[[ Extracted records open ]]

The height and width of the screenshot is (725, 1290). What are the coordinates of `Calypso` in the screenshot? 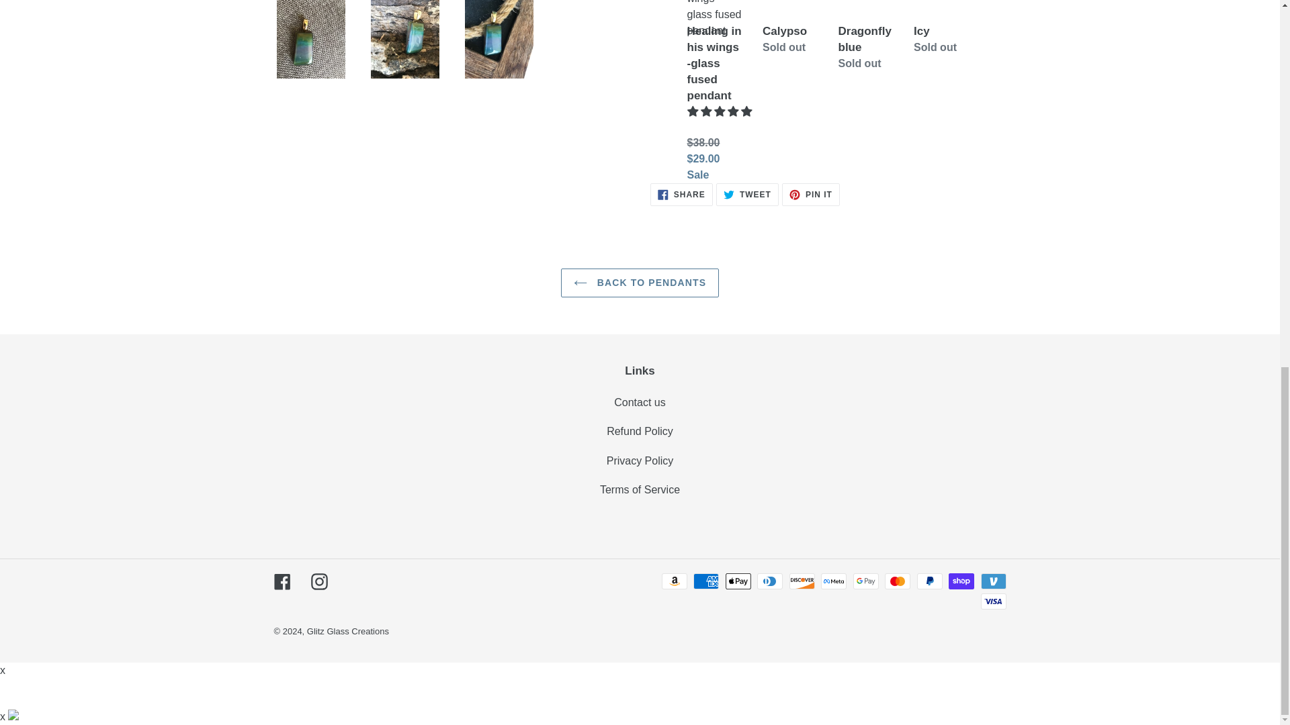 It's located at (639, 431).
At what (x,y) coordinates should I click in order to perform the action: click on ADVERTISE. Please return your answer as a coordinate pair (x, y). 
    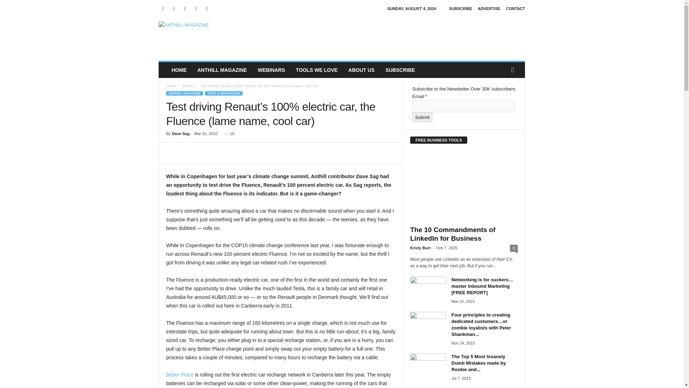
    Looking at the image, I should click on (489, 9).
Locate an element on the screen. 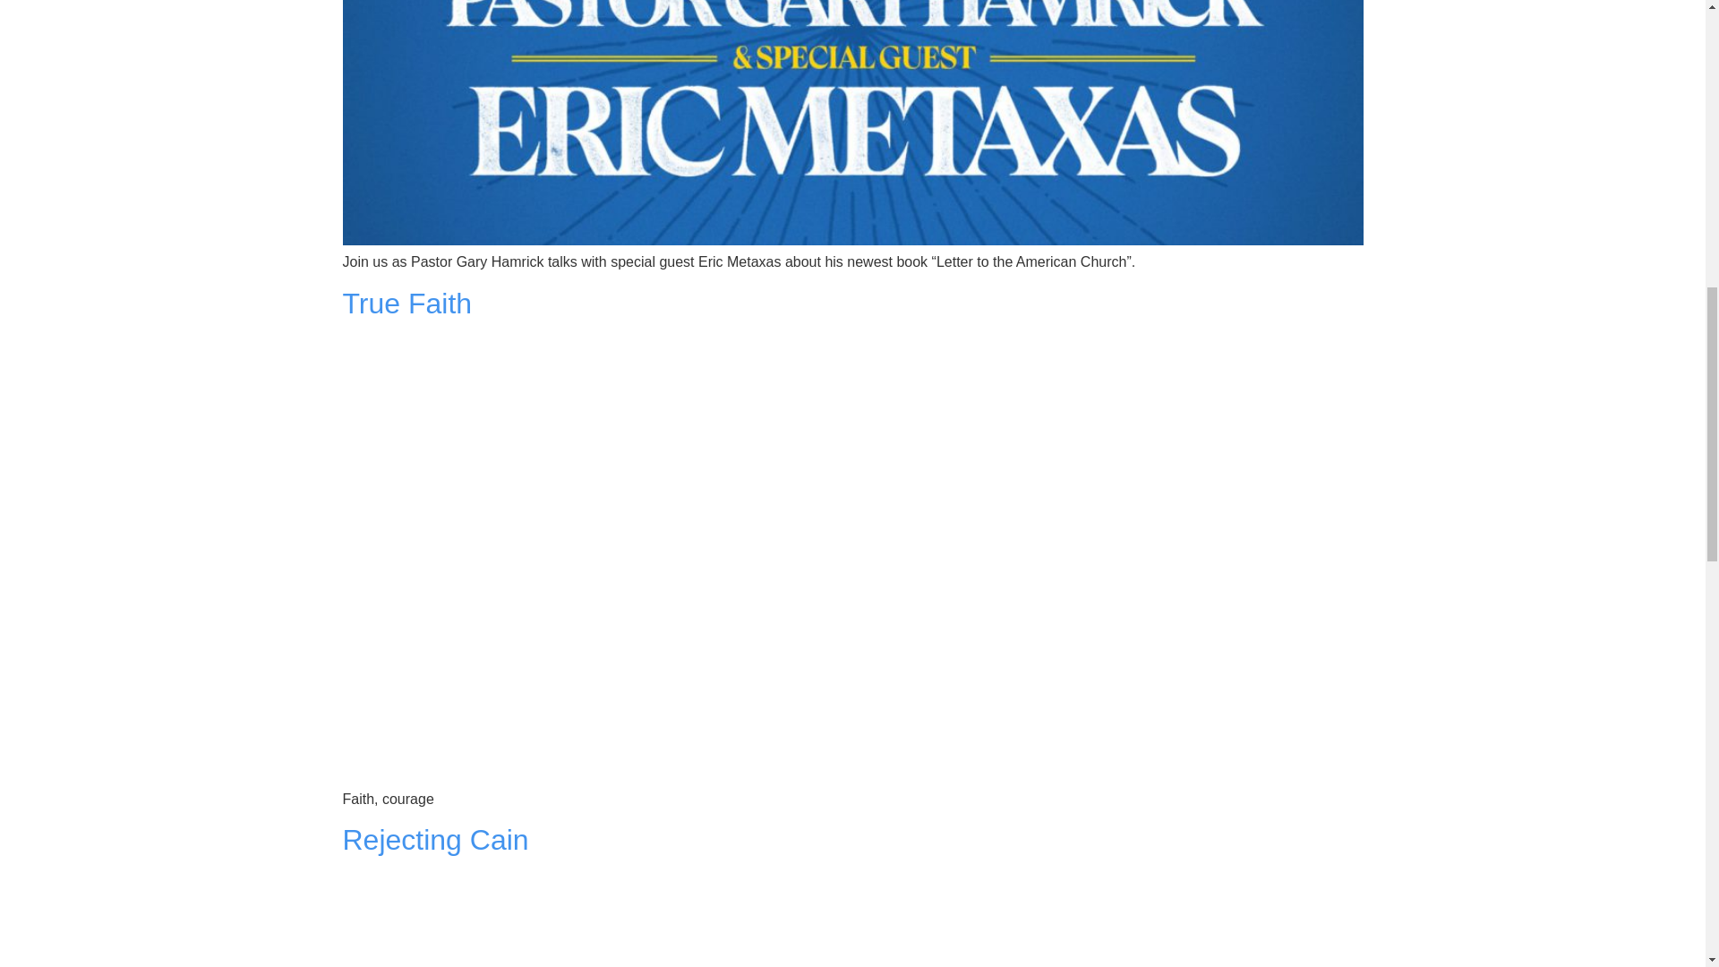 The height and width of the screenshot is (967, 1719). True Faith is located at coordinates (407, 303).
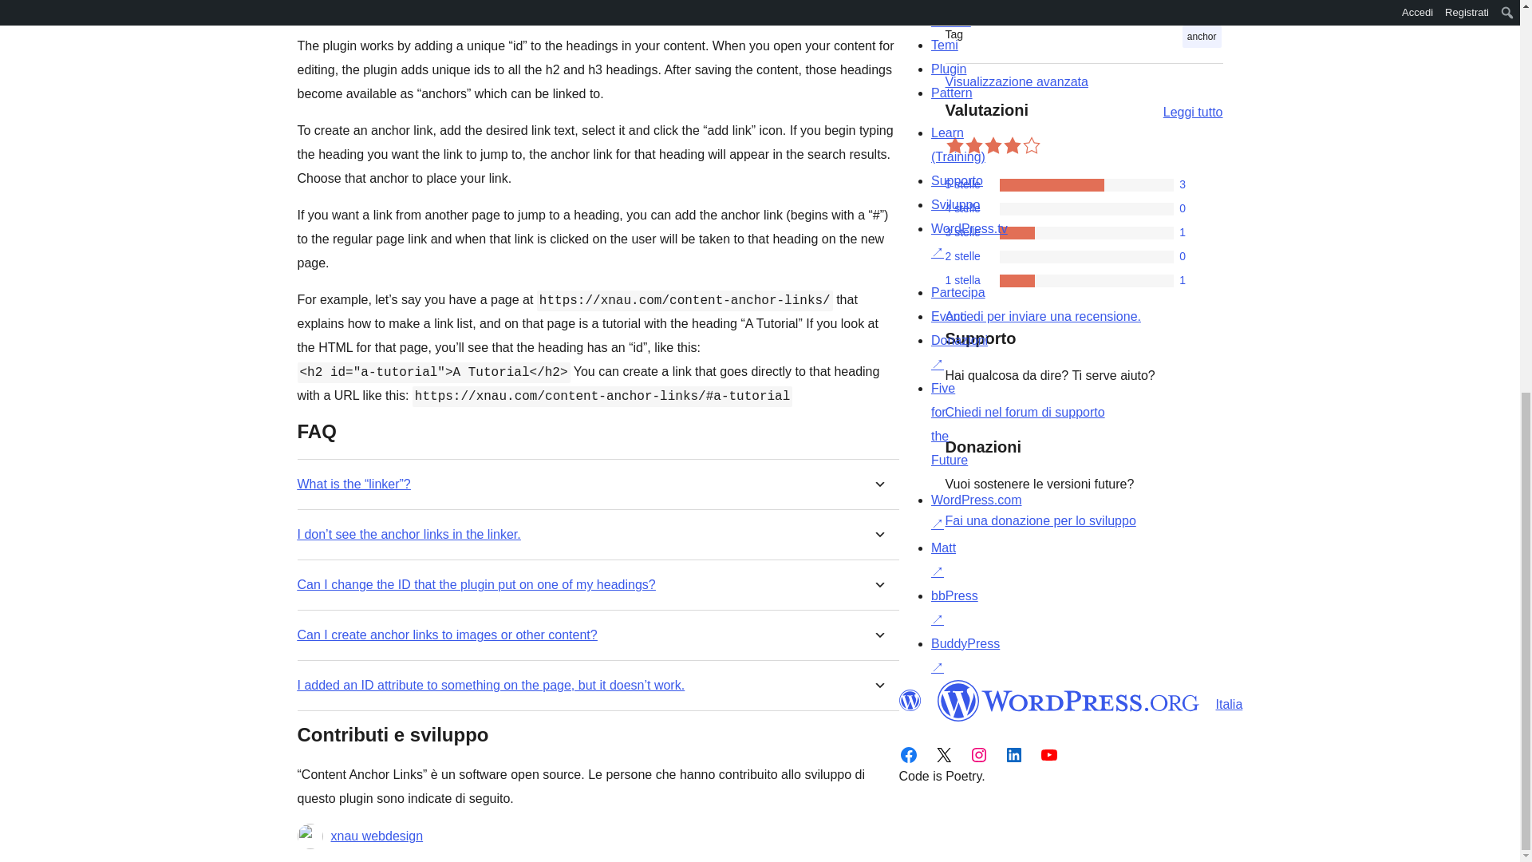 The height and width of the screenshot is (862, 1532). What do you see at coordinates (1042, 316) in the screenshot?
I see `Accedi a WordPress.org` at bounding box center [1042, 316].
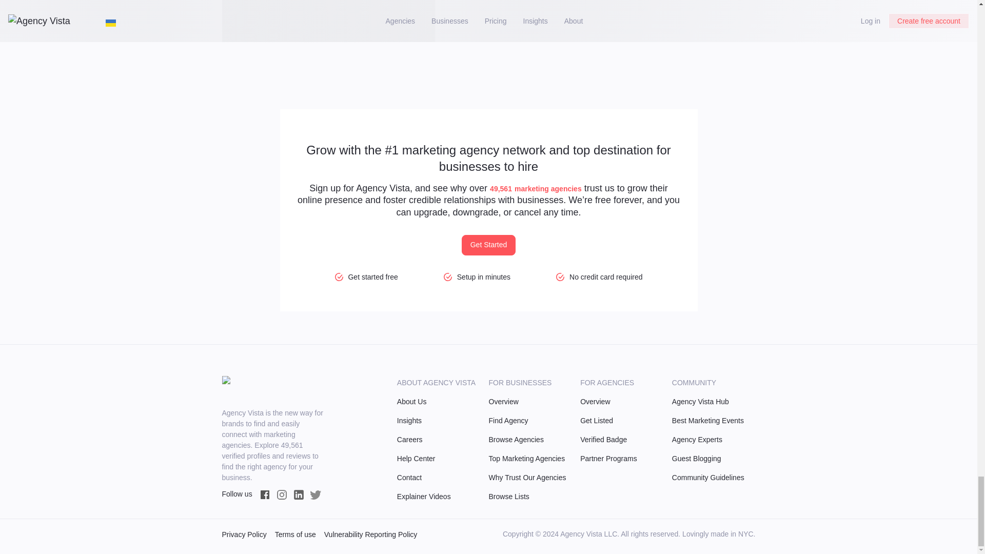  What do you see at coordinates (438, 420) in the screenshot?
I see `Insights` at bounding box center [438, 420].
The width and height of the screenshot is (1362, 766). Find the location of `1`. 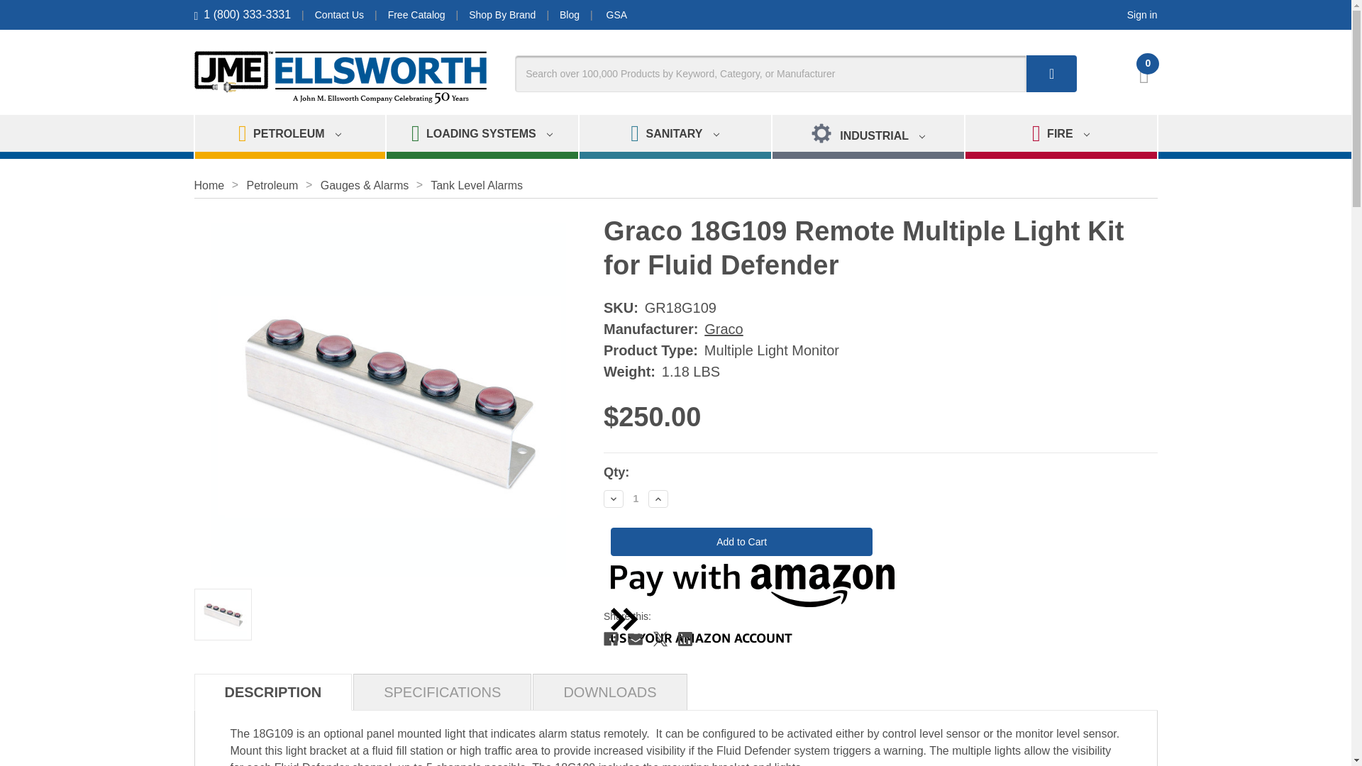

1 is located at coordinates (636, 498).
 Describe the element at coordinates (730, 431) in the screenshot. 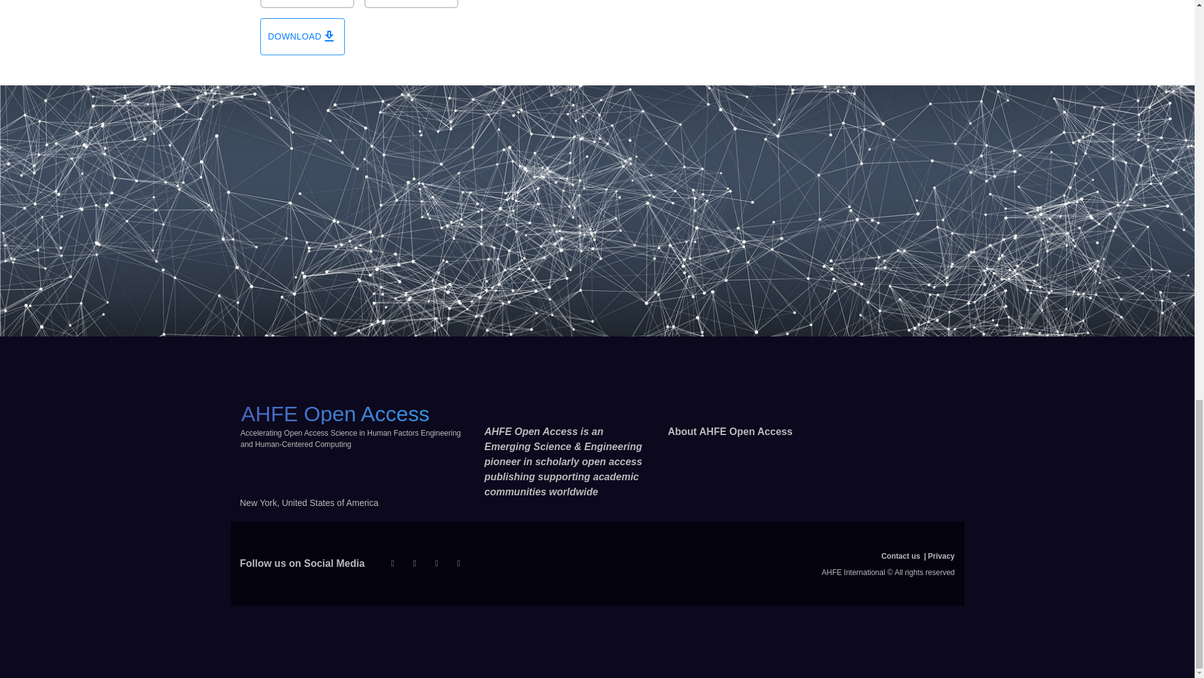

I see `About AHFE Open Access` at that location.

[[ Extracted records closed ]]

The line with "Describe the element" and each line after it, through the final line of the data, are to be duplicated exactly, with pictures left out and nothing more included.

Output below:
 Describe the element at coordinates (730, 431) in the screenshot. 

I see `About AHFE Open Access` at that location.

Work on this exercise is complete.